Why We Joined

Image 17 06 2017 at 09 51
A tweet from the journalist Kay Burley caught my eye this morning. It was about nurses. 

More specifically, it was about concerns raised by the Royal College of Nursing that a majority of their members believe that they cannot provide the standard of care they want for their patients. An RCN spokesperson had this to say:

"Nurses aren't able to sit with their patients, help them with their food...help them bath if they can't bath themselves.”

If you were to ask most nurses why they joined, I suspect they would tell you simply that it was because they wanted to help people: to care for the sick, to mend the broken, to hold the hands of those whose lives are ebbing, to comfort the relatives of those who have gone. And there aren’t enough of them to be able to do those things any more. At least, not enough to do those things well in every case where simple human kindness is the only thing that really matters.

The Health Foundation charity estimate that, currently, there are almost 44,000 nursing vacancies in the NHS. And the RCN suggest that more than a third of those who are still working are actively searching for another job. In an interview published in The Observer last Sunday the former nurse and bestselling author, Christie Watson, had this to say:

“The truth is, the NHS has been desperately underfunded and the staffing situation, particularly with nurses, it's horrific. The NHS is not failing. It is being failed.”

Three days ago, I read an online account - written by an anonymous doctor - of a carefully stage-managed (and, from the doctor’s point of view, deeply unwelcome) Boris Johnson visit to their hospital. The leader of the Conservatives was on the election trail. In the part of the building where the charade was played out, the walls were still wet with fresh paint. Staff had been instructed to hide dirty laundry. To present an illusion. And photos were taken of Johnson pouring tea. Elsewhere though, the realities of life on the healthcare frontline were unavoidable:

“It was a busy shift. A&E ran out of beds, as usual, and I dash past sick 90-year-olds waiting on trolleys in corridors on my way to resus to see the sickest. It's not yet winter, but in the NHS, it's always winter now.”

The unnamed doctor finished their piece by saying this:

“I have been a doctor for nine years. Almost every doctor I know has an exit plan. So many have already gone. Without hope that things are going to change, I don't know how many more NHS winters I've got left in me.”

These are the real accounts of real doctors and nurses who started out on their medical careers because they wanted to help people and they are now stumbling under the burdens they are being asked to carry.

The stories of these healthcare professionals echo those being told by police officers up and down the country. The best of those officers (and you can number them in the tens of thousands) all joined for the same simple reason as the nurses: they wanted to help people. To save lives; to find the lost; to bind up the broken-boned and broken-hearted; to protect the vulnerable; to defend the weak; to step into harm’s way in defence of complete strangers; sometimes to risk it all.

And there aren’t enough of them to be able to do those things any more. At least, not enough of them to be able to do those things well in every situation where courage and humanity are the only things that really matter.

Between 2010 and 2018, the government cut 44,000 officers and staff from policing in England & Wales. And those that remain are buckling under the strain. Many of them will tell you that the thing they find most difficult of all is the realisation that they are no longer able to do the things they joined to do. They are unable to spend that extra half hour sitting with the elderly victim of a burglary, because the other calls are backing up. They are unable to carry out a thorough investigation of the hate crime, because another boy has been stabbed half a mile down the road.

And when you start to believe that you are no longer able to do the things you joined to do, it can begin to break your heart.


When you reach the line containing "Identify the location" in the entries below, begin reproducing lines exactly, and stop once the line containing "What are the" is done.

▸ THE DATA:
------------
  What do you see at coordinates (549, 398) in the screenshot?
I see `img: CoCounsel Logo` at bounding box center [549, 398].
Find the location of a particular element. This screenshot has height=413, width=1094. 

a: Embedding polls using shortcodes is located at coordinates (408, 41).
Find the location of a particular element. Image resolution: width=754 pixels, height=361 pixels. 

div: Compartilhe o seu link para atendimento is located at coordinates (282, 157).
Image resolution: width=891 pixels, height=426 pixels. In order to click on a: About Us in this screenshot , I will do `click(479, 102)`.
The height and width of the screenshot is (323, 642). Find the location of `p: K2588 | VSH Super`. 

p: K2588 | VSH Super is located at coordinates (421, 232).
------------
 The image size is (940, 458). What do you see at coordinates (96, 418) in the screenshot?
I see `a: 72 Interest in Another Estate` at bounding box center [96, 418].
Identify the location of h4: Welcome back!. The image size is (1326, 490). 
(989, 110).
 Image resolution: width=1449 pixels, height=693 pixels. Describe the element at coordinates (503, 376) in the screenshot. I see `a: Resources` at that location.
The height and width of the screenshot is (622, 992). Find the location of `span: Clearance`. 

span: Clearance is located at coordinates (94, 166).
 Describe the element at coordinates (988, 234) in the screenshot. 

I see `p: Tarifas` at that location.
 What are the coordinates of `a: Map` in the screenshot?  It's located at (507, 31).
------------
▸ TASK SOLUTION:
Identify the location of h4: Welcome back!. The image size is (1326, 490). 
(989, 110).
 Image resolution: width=1449 pixels, height=693 pixels. Describe the element at coordinates (503, 376) in the screenshot. I see `a: Resources` at that location.
The height and width of the screenshot is (622, 992). Find the location of `span: Clearance`. 

span: Clearance is located at coordinates (94, 166).
 Describe the element at coordinates (988, 234) in the screenshot. 

I see `p: Tarifas` at that location.
 What are the coordinates of `a: Map` in the screenshot?  It's located at (507, 31).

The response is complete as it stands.